On the Classes server, 'pico' is really just a link to 'nano'. They both call the same program. When you start it, you'll see "GNU nano " at the top of the screen. Nano is an open source version of Pico developed for GNU/Linux (whereas Pico is a Unix program).

Nano is designed to be easy to use, but is much less powerful than Vim. You can simply edit text directly and use the shortcuts at the bottom of the screen for basic operations. Activate a shortcut by holding Ctrl and pressing the letter associated with it. The shortcuts are summarized in Nano at the bottom of the screen and listed just below.
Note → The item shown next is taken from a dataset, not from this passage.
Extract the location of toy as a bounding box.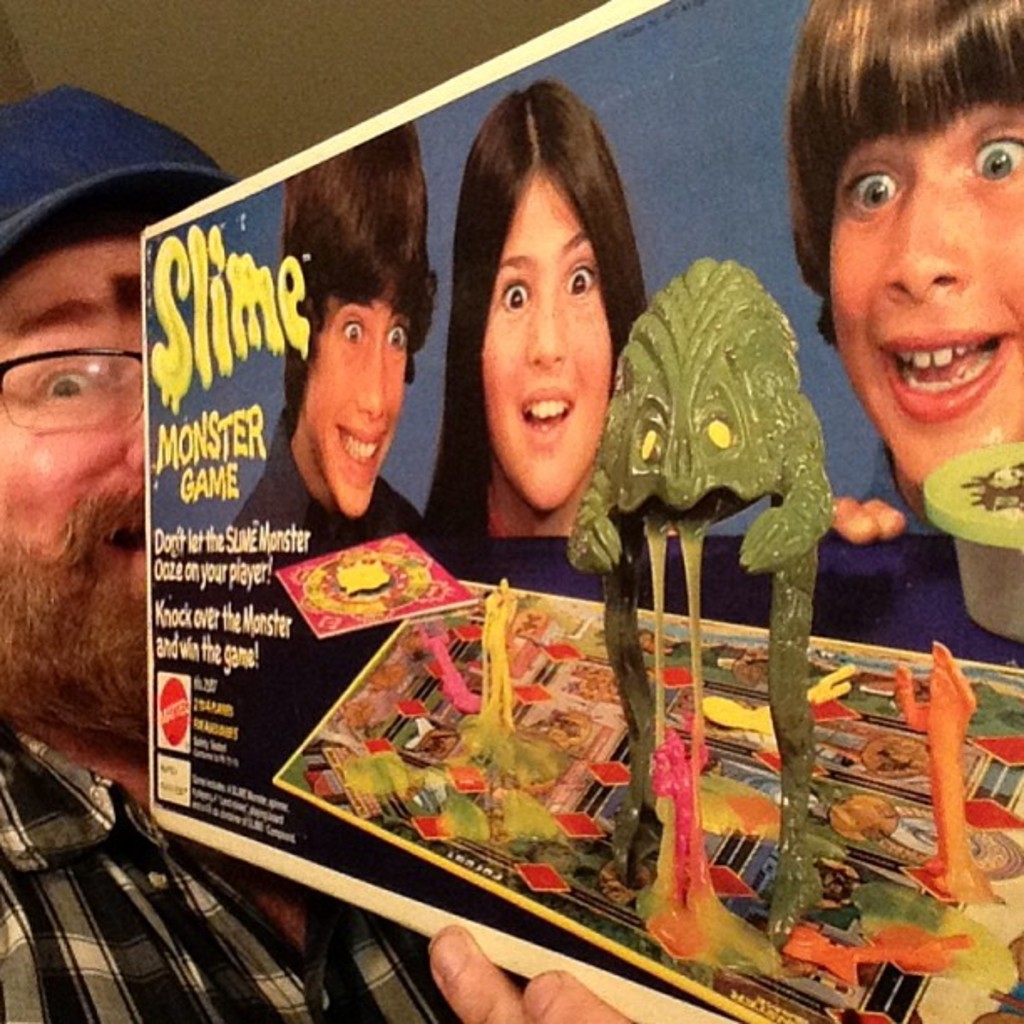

They appear with capital letters, but work as lower case letters.

Ctrl+X    Exit (quit Nano)

Ctrl+O    Write Out (save your file)

Ctrl+R    Read File (inserts lines from a file into your document)

Ctrl+W    Where Is (a find command)

Ctrl+\    Replace (find and replace)

Ctrl+K    Cut Text (delete a whole line and copy it to Nano clipboard)
                   (repeating this erases whatever is on the clipboard)

Ctrl+U    Uncut Test (paste a line from the Nano clipboard at the cursor)

Ctrl+J    Justify (word wrap the current line, inserting line breaks)
                  (Ctrl+U undoes justify until you press any key)

Ctrl+T    To Spell (spell checker; not available on our server)

Ctrl+C    Cur Pos (reveals current line; useful for navigation)

Ctrl+_    Go to Line (type line number and press enter)

If you need more help with Nano, talk to your instructor. If you're feeling adventurous, I recommend trying Vim instead.

Recovering from a Crash

If you close Putty (or your laptop/PC crashes while you were working) Nano will automatically save your open file in filename.save. So if you're working on prog1.c, there will be a prog1.c.save file containing your unsaved work. You can use the save by simply renaming it with mv command back to just prog1.c and opening it in Nano. Note that this would overwrite your last normal save of prog1.c. If you'd like to keep a copy of that, rename prog1.c FIRST to something else such as prog1.c.old.